Online Privacy Dealt A Blow In Yahoo! Trial Exposures

Yahoo, Inc has asked the US Federal Courts to dismiss a lawsuit filed in their alleged role in the capture and imprisonment of two Chinese dissidents. Claiming that US law has no jurisdiction over its actions in other countries against their citizens. Thus claiming complicity in foreign government corruptions by U.S. Corporations outside U.S. borders relieves those who profit from those very operations, Yahoo Inc. in the U.S.A., from responsibility.

The legal beagles for Yahoo argue that U.S. laws governing issues such as privacy rights, torture, false imprisonment, etc do not apply to any action Yahoo may have made pertaining to Chinese citizens for actions that occurred in China. So I wonder why the American Taliban was dragged from Afghanistan to the USA for his crimes there? Double dealing standards?

The complicated jurisdiction cases will be based on “doing business”. If it is shown that these entities can be, and are in fact, used and accessed in the USA then jurisdiction will be had. But the legal leapfrogging to avoid the obvious has already done damage and reminded people of the culpability and lack of privacy in online services like Google, Yahoo! and MySpace.

The case involves several dissidents that were arrested, jailed and tortured as enemies of the state from information provided by Yahoo and their Hong Kong subsidiary Yahoo Hong Kong ltd. One defendant, Wang Xiaoning, an editor of a freedom publication was arrested in 202 and charged with “incitement to subvert state power” and was tossed in jail with a 10-year term.

Another plaintiff in the case is Shi, a reporter for Contemporary Business News in China and wrote for political change. He was arrested in 2004 and accused of publishing state secrets. In 2005 he was sentenced to 10 years in prison.

U.S. District Court for Northern California in Oakland will hear the case slated for November 1, 2007 before Judge Claudia Wilken.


__AIM OF THE EXERCISE__:
Reproduce every record below word for word and include no pictures.

+---+

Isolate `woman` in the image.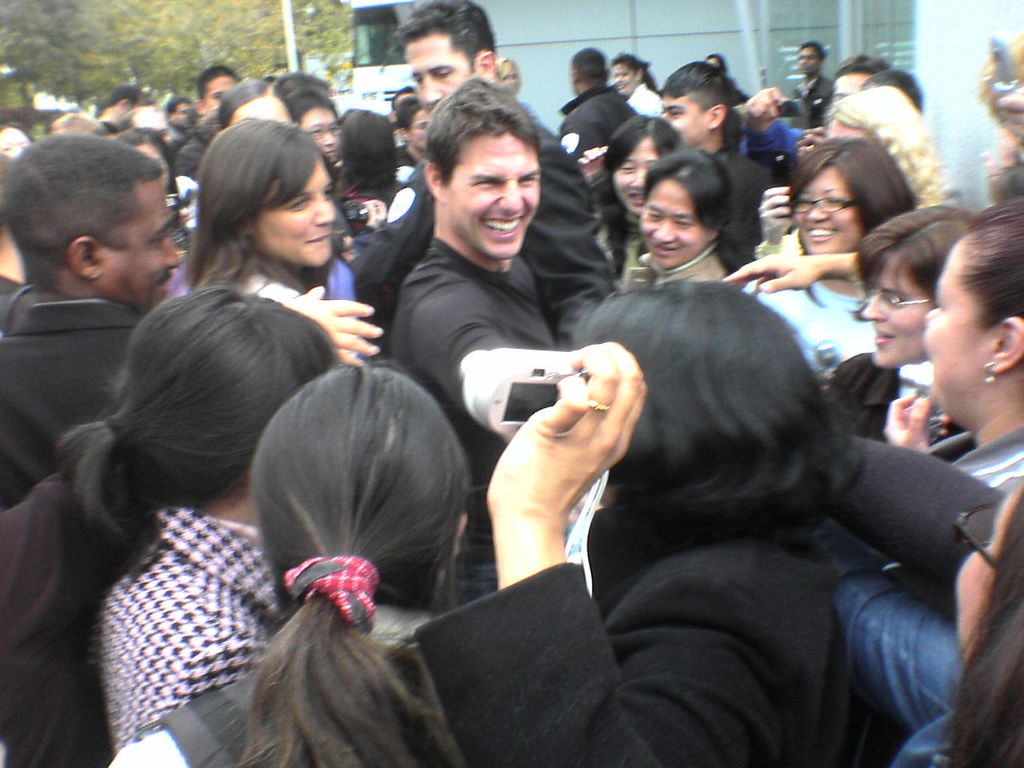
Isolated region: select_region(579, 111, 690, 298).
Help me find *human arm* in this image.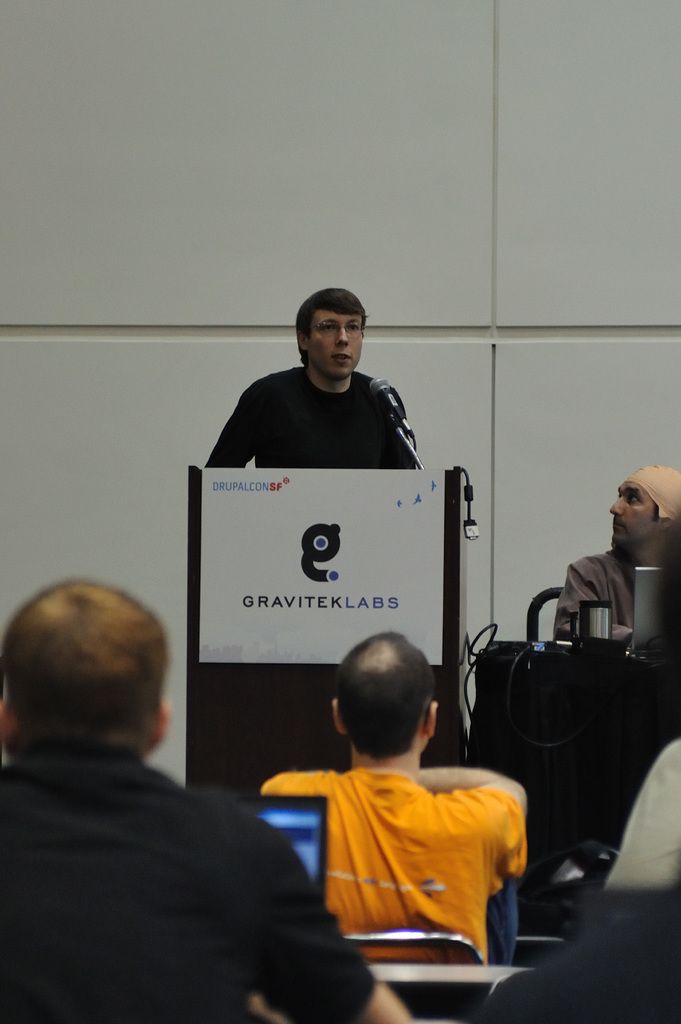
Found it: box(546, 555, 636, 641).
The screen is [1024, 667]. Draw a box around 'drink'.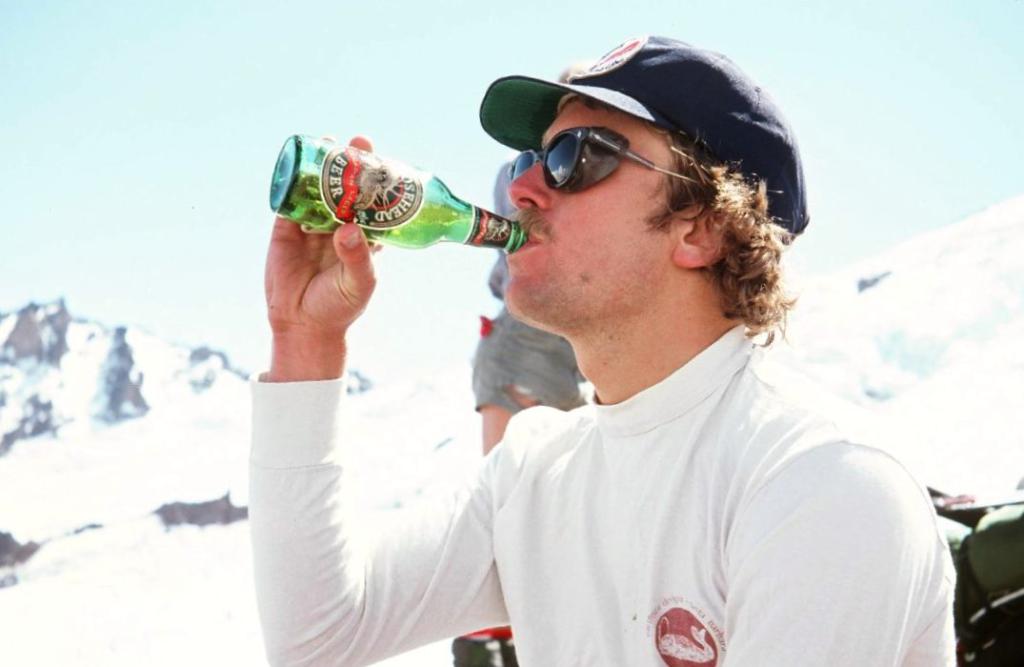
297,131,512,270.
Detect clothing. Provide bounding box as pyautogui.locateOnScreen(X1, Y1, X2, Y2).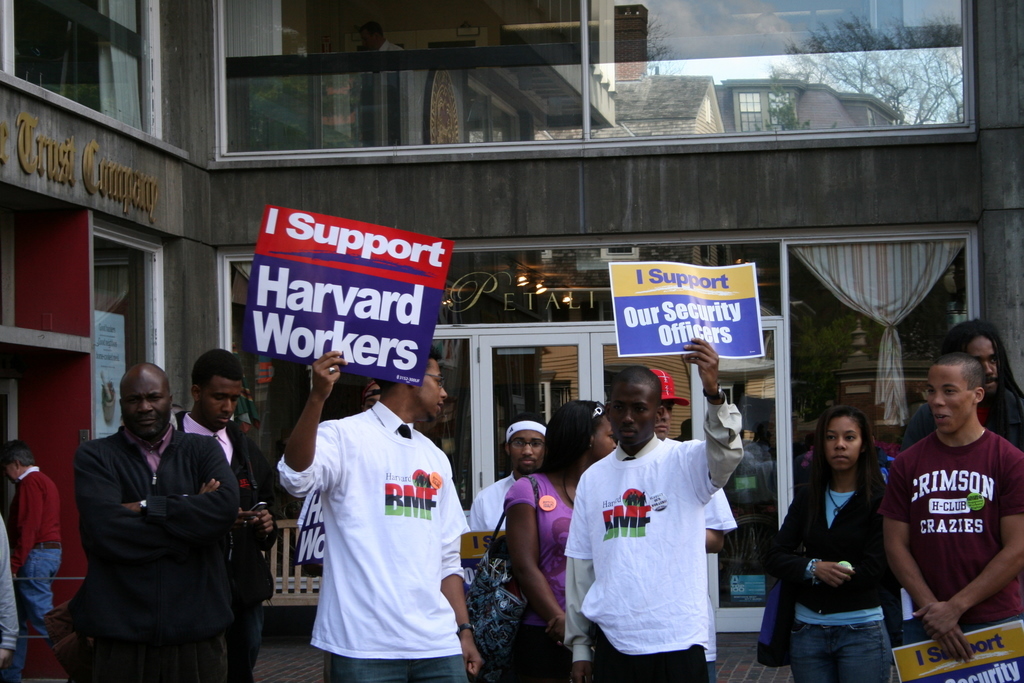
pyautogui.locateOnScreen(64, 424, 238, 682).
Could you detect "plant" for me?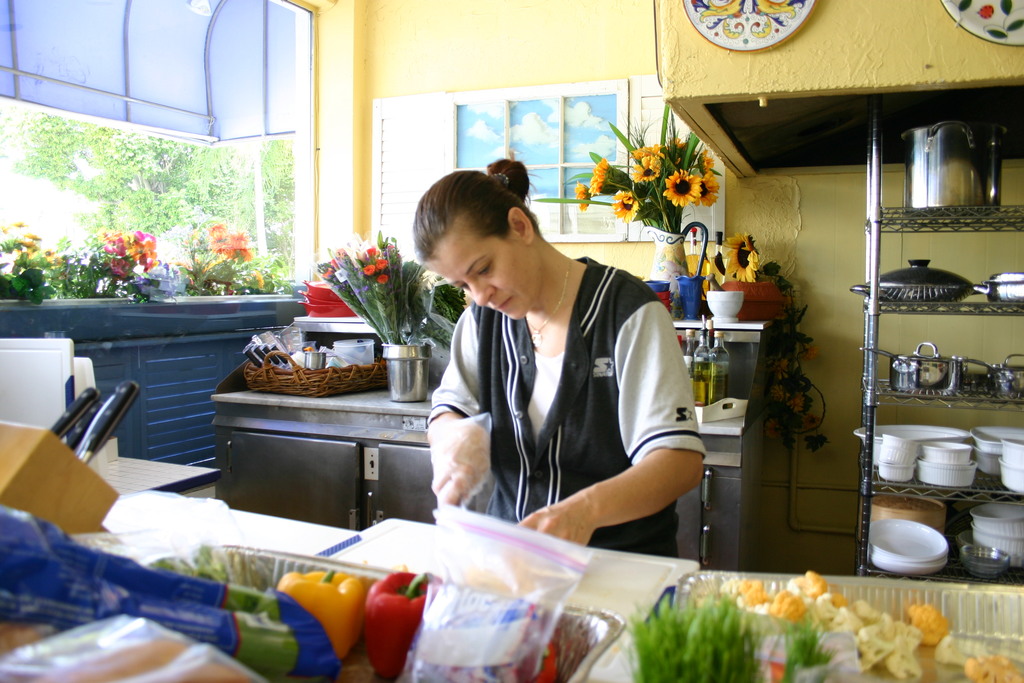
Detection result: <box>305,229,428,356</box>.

+---+

__TASK RESULT__:
Isolate `woman` in the image.
Isolated region: select_region(579, 111, 690, 298).
Help me find *human arm* in this image.
Found it: box(546, 555, 636, 641).
The screen is [1024, 667]. Draw a box around 'drink'.
297,131,512,270.
Detect clothing. Provide bounding box as pyautogui.locateOnScreen(X1, Y1, X2, Y2).
pyautogui.locateOnScreen(64, 424, 238, 682).
Could you detect "plant" for me?
Detection result: <box>305,229,428,356</box>.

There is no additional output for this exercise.